→ **EXERCISE OBJECTIVE**
Leaving out all images, write out the records that follow exactly.

→ **RECORDED DATA**
***

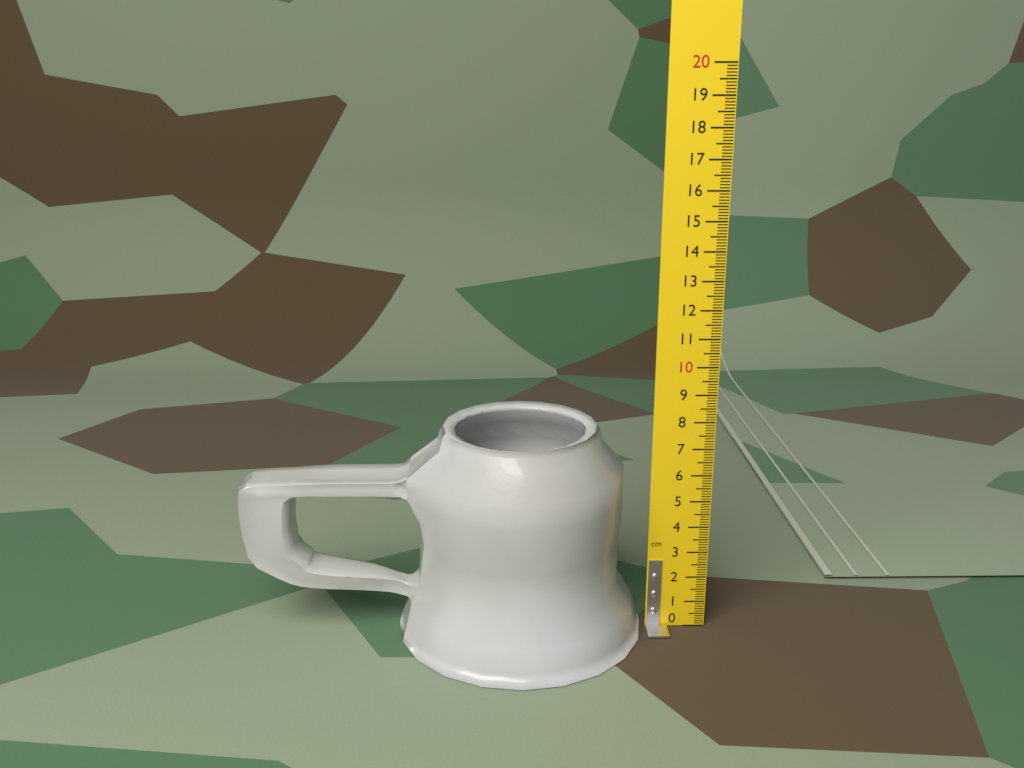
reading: 7.8 cm
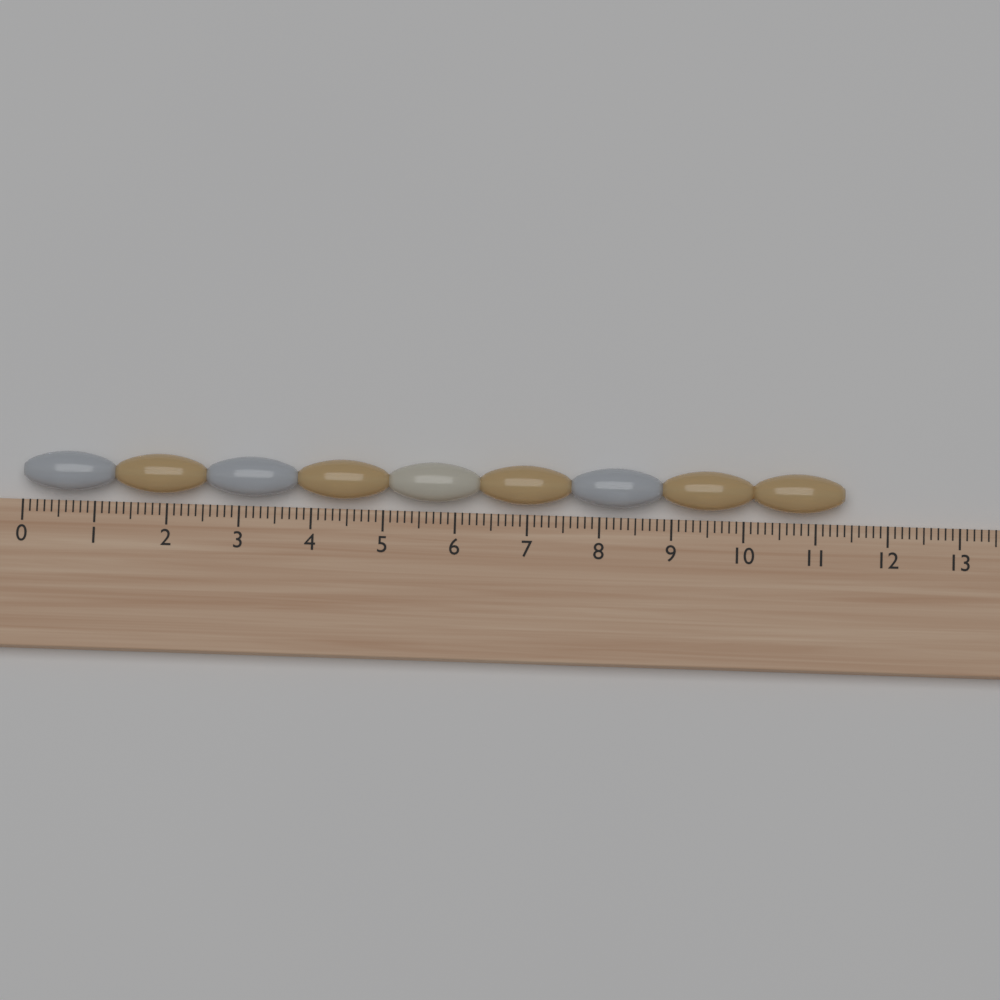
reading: 11.4 (no unit)
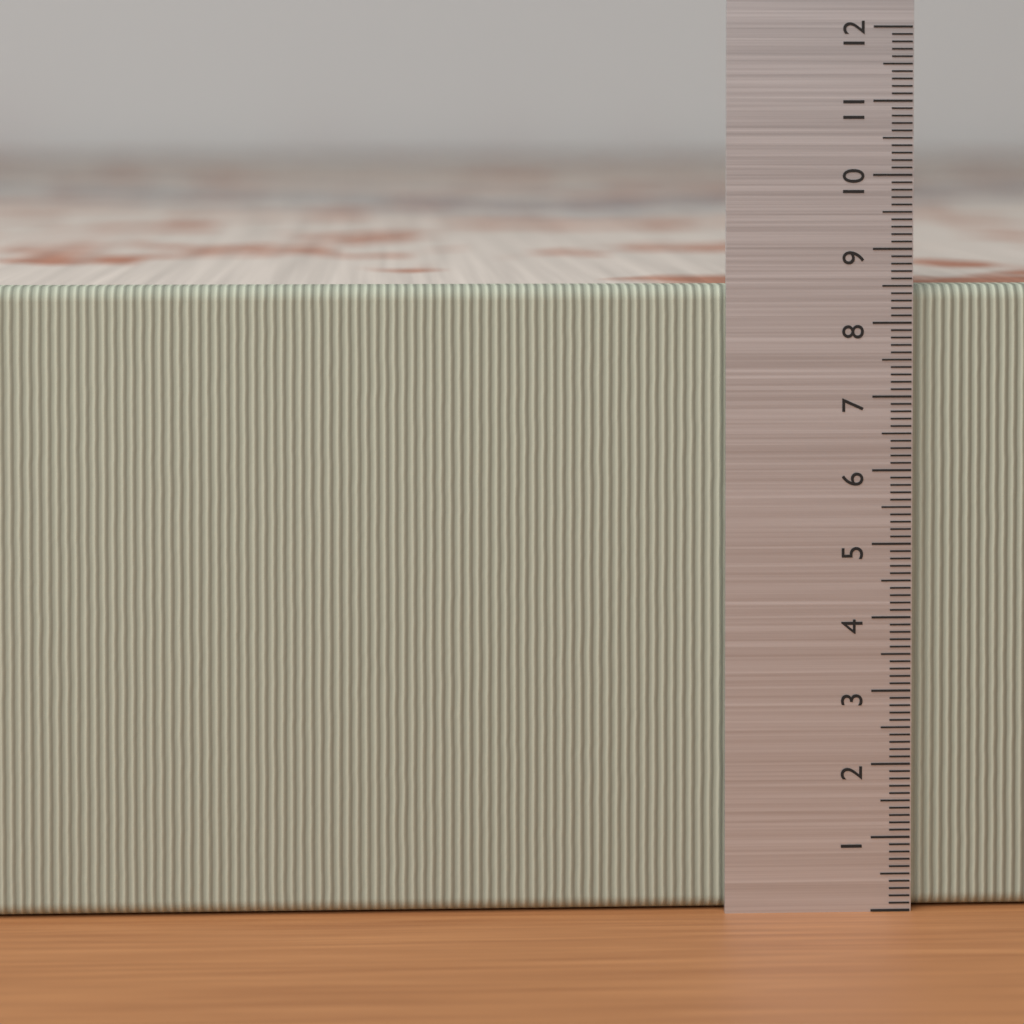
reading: 8.5 (no unit)
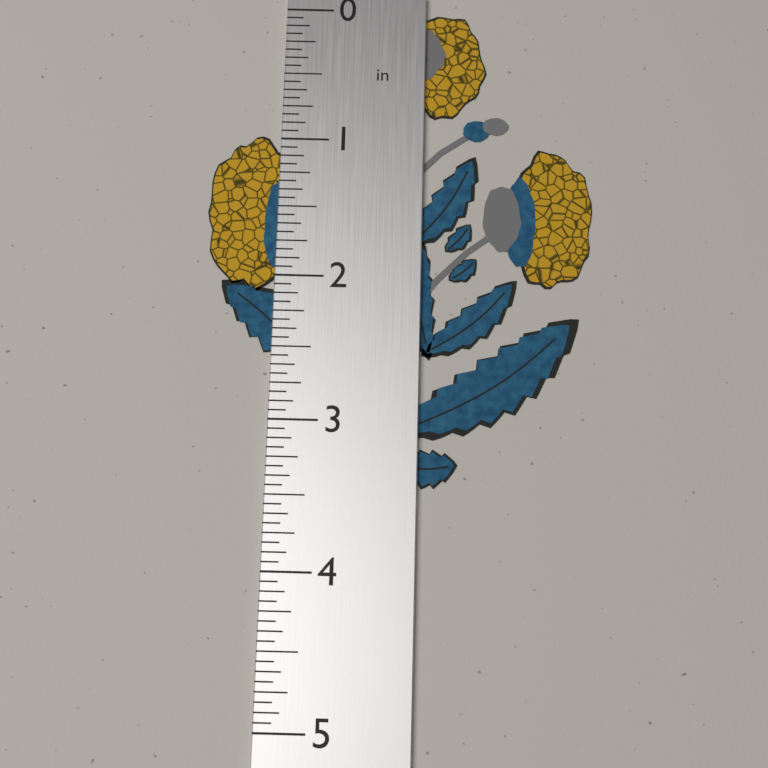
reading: 3.4375 in
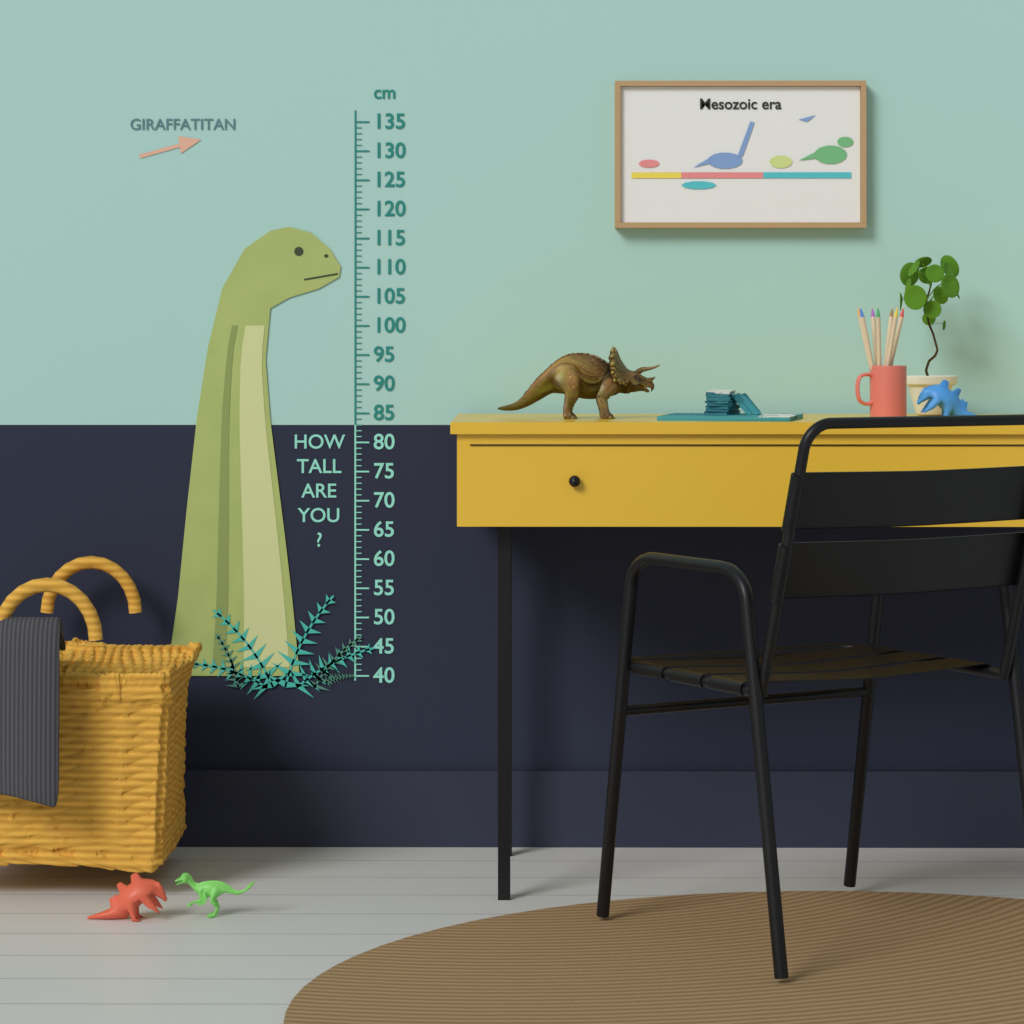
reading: 117 cm
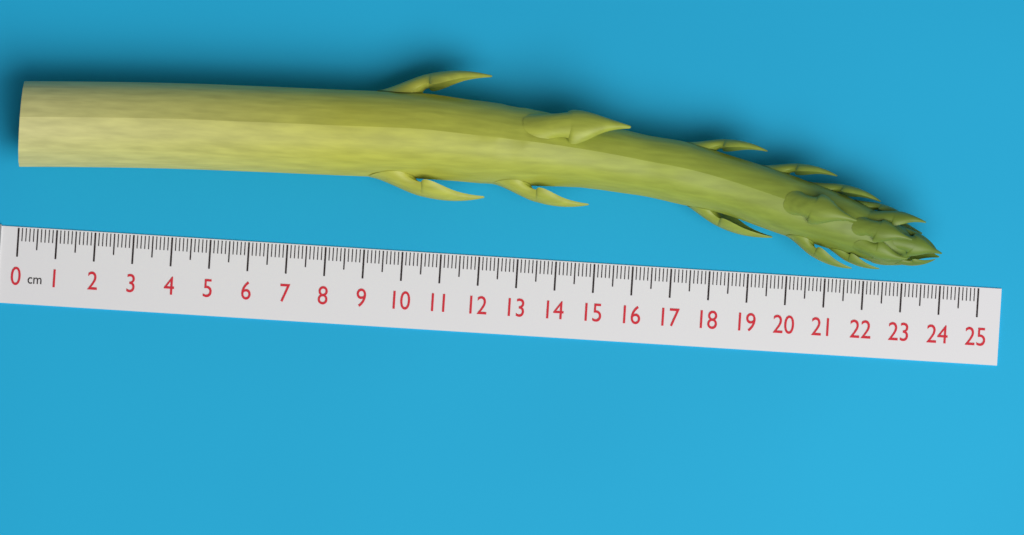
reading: 23.9 cm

***

→ **ANSWER FOR THE TASK**
reading: 7.8 cm
reading: 11.4 (no unit)
reading: 8.5 (no unit)
reading: 3.4375 in
reading: 117 cm
reading: 23.9 cm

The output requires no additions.